Column: Jamari Traylor learns from punishment

Backup forward scores career-high 10 points in return

Kansas forward Jamari Traylor rejects a shot from TCU guard Christian Gore during the second half on Saturday, Feb. 15, 2014 at Allen Fieldhouse.

KANSAS 95, TCU 65

Box score

Membership on a team, any team, is a privilege, not a right. Jamari Traylor, Kansas University’s third-year sophomore reserve forward, did something to have that privilege revoked for a game that his teammates lost without him.

Traylor got off to a lousy start Saturday in a 95-65 victory against TCU, his first game out of the penalty box. He said he and the guards didn’t communicate well on how to guard screens and that his coach, Bill Self, happened to notice.

“He let me know on the court and off the court,” Traylor said in a way that left little doubt as to the coach’s tone.

Traylor shook off the slow start and put together one of his better games in a Kansas uniform. Decidedly stronger and quicker than most of TCU’s inside players, Traylor used those advantages to score a career-high 10 points to go with eight rebounds and a blocked shot.

He worked like a man trying to get out of debt to those with whom he is close. There is a reason for that. He owed his teammates.

Traylor’s defense could have come in handy in a Monday’s overtime loss at Kansas State, which at times attacked the basket with an ease that rivaled a layup drill.

“I at least would have tried to foul somebody,” Traylor said of how he could have helped slow down the procession to the hoop.

The only replays in sports are those on TV. Kansas had its shot at Kansas State and didn’t get it done. Traylor is left to think about woulda, coulda, shoulda, never a pleasant place for the mind to drift.

“It was definitely a physical game with K-State, and I think if I was out there we would have had a better chance to win,” Traylor said. “I definitely let my team down and everybody down.”

Traylor said whatever it was he did to draw the one-game benching “is between me and coach.”

Traylor also said if he had been in charge of meting out the punishment, he would have reached a different decision.

“If it was up to me, I wouldn’t want to have to sit out,” Traylor said, before adding the obvious. “But it’s not up to me.”

Self met with Traylor in what amounted to a reinstatement hearing, similar to the one I had to steer through when I had received an excessive number of speeding tickets in a short period of time decades ago, when speed limits were unnaturally low, police officers unusually zealous and the entire world in general was 100 percent against me.

“We just came to a mutual understanding that I wasn’t going to get in the way of this team, I wasn’t going to harm this team,” Traylor said. “So I pretty much am not going to screw up anymore.”

Watching was the hardest part for Traylor.

“As a player, you see plays where you’re like ‘Oh, I could have got that,’ or stuff like that,” he said. “I know I could have helped the team. And it just hurt me knowing I let everybody down.”

Self said Traylor “obviously was disappointed that he didn’t play this past Monday. That’s over with. When something is taken away, I think guys probably appreciate it a little more when they get out there, especially that next time.” 

College is all about learning, which includes tough lessons.

“Coach has always got my back and everything,” Traylor said. “I still feel like things didn’t go the best my way, but I understand why he was mad at me. At the end of the day, it’s a learning experience. I got better from it.”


§ TASK INSTRUCTIONS:
An exact copy of every record is required.

§ Text-to-region grounding data:
────────────────────────────────────────
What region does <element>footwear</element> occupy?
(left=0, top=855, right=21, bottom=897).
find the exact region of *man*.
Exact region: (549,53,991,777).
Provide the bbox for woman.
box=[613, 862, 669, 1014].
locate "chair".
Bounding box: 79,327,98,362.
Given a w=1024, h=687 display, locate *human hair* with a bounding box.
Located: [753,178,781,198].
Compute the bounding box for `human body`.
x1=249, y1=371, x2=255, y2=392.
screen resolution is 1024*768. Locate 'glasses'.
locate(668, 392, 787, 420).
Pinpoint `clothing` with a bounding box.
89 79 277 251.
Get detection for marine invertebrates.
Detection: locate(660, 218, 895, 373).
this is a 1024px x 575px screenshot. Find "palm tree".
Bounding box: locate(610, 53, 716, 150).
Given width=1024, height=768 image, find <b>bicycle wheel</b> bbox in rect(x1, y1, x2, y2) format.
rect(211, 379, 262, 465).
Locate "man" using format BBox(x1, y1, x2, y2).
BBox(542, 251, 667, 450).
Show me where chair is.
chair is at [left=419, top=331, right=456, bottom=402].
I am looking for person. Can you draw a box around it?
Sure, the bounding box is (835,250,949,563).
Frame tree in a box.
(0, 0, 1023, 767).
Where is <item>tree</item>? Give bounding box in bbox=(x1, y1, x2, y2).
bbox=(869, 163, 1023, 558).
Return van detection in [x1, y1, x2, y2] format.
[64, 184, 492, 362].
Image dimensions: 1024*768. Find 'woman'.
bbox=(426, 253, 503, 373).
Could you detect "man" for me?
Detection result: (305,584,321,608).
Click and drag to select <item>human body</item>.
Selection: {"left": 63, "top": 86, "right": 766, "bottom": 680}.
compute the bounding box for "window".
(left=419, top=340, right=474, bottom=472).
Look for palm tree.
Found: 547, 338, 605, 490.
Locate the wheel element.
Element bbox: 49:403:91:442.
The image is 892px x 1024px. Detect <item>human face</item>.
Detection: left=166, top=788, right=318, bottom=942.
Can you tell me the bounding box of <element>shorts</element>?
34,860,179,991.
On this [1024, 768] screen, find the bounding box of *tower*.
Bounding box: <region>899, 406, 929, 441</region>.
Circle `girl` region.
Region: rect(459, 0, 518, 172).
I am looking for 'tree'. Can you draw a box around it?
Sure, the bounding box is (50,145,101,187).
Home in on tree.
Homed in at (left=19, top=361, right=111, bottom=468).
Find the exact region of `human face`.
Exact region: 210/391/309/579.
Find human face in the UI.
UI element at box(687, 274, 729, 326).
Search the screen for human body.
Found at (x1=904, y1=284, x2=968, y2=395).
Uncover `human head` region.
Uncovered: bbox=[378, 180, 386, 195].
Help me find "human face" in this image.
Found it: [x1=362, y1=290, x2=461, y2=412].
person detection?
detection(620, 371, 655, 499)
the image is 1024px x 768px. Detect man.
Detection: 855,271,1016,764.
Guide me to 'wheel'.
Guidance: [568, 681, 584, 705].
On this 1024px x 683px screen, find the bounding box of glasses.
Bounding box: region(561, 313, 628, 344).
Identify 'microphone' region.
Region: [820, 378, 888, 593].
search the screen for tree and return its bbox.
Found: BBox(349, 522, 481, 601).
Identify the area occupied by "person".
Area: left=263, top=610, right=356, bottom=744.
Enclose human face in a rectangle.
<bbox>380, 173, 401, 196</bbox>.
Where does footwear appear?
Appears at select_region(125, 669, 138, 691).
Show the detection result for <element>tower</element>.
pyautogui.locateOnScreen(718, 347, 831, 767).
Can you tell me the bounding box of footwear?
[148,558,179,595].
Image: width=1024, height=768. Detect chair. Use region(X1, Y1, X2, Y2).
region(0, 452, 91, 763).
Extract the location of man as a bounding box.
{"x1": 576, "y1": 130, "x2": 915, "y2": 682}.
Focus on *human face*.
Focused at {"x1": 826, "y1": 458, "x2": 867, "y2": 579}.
────────────────────────────────────────
§ RESULT:
What region does <element>footwear</element> occupy?
(left=0, top=855, right=21, bottom=897).
find the exact region of *man*.
Exact region: (549,53,991,777).
Provide the bbox for woman.
box=[613, 862, 669, 1014].
locate "chair".
Bounding box: 79,327,98,362.
Given a w=1024, h=687 display, locate *human hair* with a bounding box.
Located: [753,178,781,198].
Compute the bounding box for `human body`.
x1=249, y1=371, x2=255, y2=392.
screen resolution is 1024*768. Locate 'glasses'.
locate(668, 392, 787, 420).
Pinpoint `clothing` with a bounding box.
89 79 277 251.
Get detection for marine invertebrates.
Detection: locate(660, 218, 895, 373).
this is a 1024px x 575px screenshot. Find "palm tree".
Bounding box: locate(610, 53, 716, 150).
Given width=1024, height=768 image, find <b>bicycle wheel</b> bbox in rect(x1, y1, x2, y2) format.
rect(211, 379, 262, 465).
Locate "man" using format BBox(x1, y1, x2, y2).
BBox(542, 251, 667, 450).
Show me where chair is.
chair is at [left=419, top=331, right=456, bottom=402].
I am looking for person. Can you draw a box around it?
Sure, the bounding box is (835,250,949,563).
Frame tree in a box.
(0, 0, 1023, 767).
Where is <item>tree</item>? Give bounding box in bbox=(x1, y1, x2, y2).
bbox=(869, 163, 1023, 558).
Return van detection in [x1, y1, x2, y2] format.
[64, 184, 492, 362].
Image dimensions: 1024*768. Find 'woman'.
bbox=(426, 253, 503, 373).
Could you detect "man" for me?
Detection result: (305,584,321,608).
Click and drag to select <item>human body</item>.
Selection: {"left": 63, "top": 86, "right": 766, "bottom": 680}.
compute the bounding box for "window".
(left=419, top=340, right=474, bottom=472).
Look for palm tree.
Found: 547, 338, 605, 490.
Locate the wheel element.
Element bbox: 49:403:91:442.
The image is 892px x 1024px. Detect <item>human face</item>.
Detection: left=166, top=788, right=318, bottom=942.
Can you tell me the bounding box of <element>shorts</element>?
34,860,179,991.
On this [1024, 768] screen, find the bounding box of *tower*.
Bounding box: <region>899, 406, 929, 441</region>.
Circle `girl` region.
Region: rect(459, 0, 518, 172).
I am looking for 'tree'. Can you draw a box around it?
Sure, the bounding box is (50,145,101,187).
Home in on tree.
Homed in at (left=19, top=361, right=111, bottom=468).
Find the exact region of `human face`.
Exact region: 210/391/309/579.
Find human face in the UI.
UI element at box(687, 274, 729, 326).
Search the screen for human body.
Found at (x1=904, y1=284, x2=968, y2=395).
Uncover `human head` region.
Uncovered: bbox=[378, 180, 386, 195].
Help me find "human face" in this image.
Found it: [x1=362, y1=290, x2=461, y2=412].
person detection?
detection(620, 371, 655, 499)
the image is 1024px x 768px. Detect man.
Detection: 855,271,1016,764.
Guide me to 'wheel'.
Guidance: [568, 681, 584, 705].
On this 1024px x 683px screen, find the bounding box of glasses.
Bounding box: region(561, 313, 628, 344).
Identify 'microphone' region.
Region: [820, 378, 888, 593].
search the screen for tree and return its bbox.
Found: BBox(349, 522, 481, 601).
Identify the area occupied by "person".
Area: left=263, top=610, right=356, bottom=744.
Enclose human face in a rectangle.
<bbox>380, 173, 401, 196</bbox>.
Where does footwear appear?
Appears at select_region(125, 669, 138, 691).
Show the detection result for <element>tower</element>.
pyautogui.locateOnScreen(718, 347, 831, 767).
Can you tell me the bounding box of footwear?
[148,558,179,595].
Image: width=1024, height=768. Detect chair. Use region(X1, Y1, X2, Y2).
region(0, 452, 91, 763).
Extract the location of man as a bounding box.
{"x1": 576, "y1": 130, "x2": 915, "y2": 682}.
Focus on *human face*.
Focused at {"x1": 826, "y1": 458, "x2": 867, "y2": 579}.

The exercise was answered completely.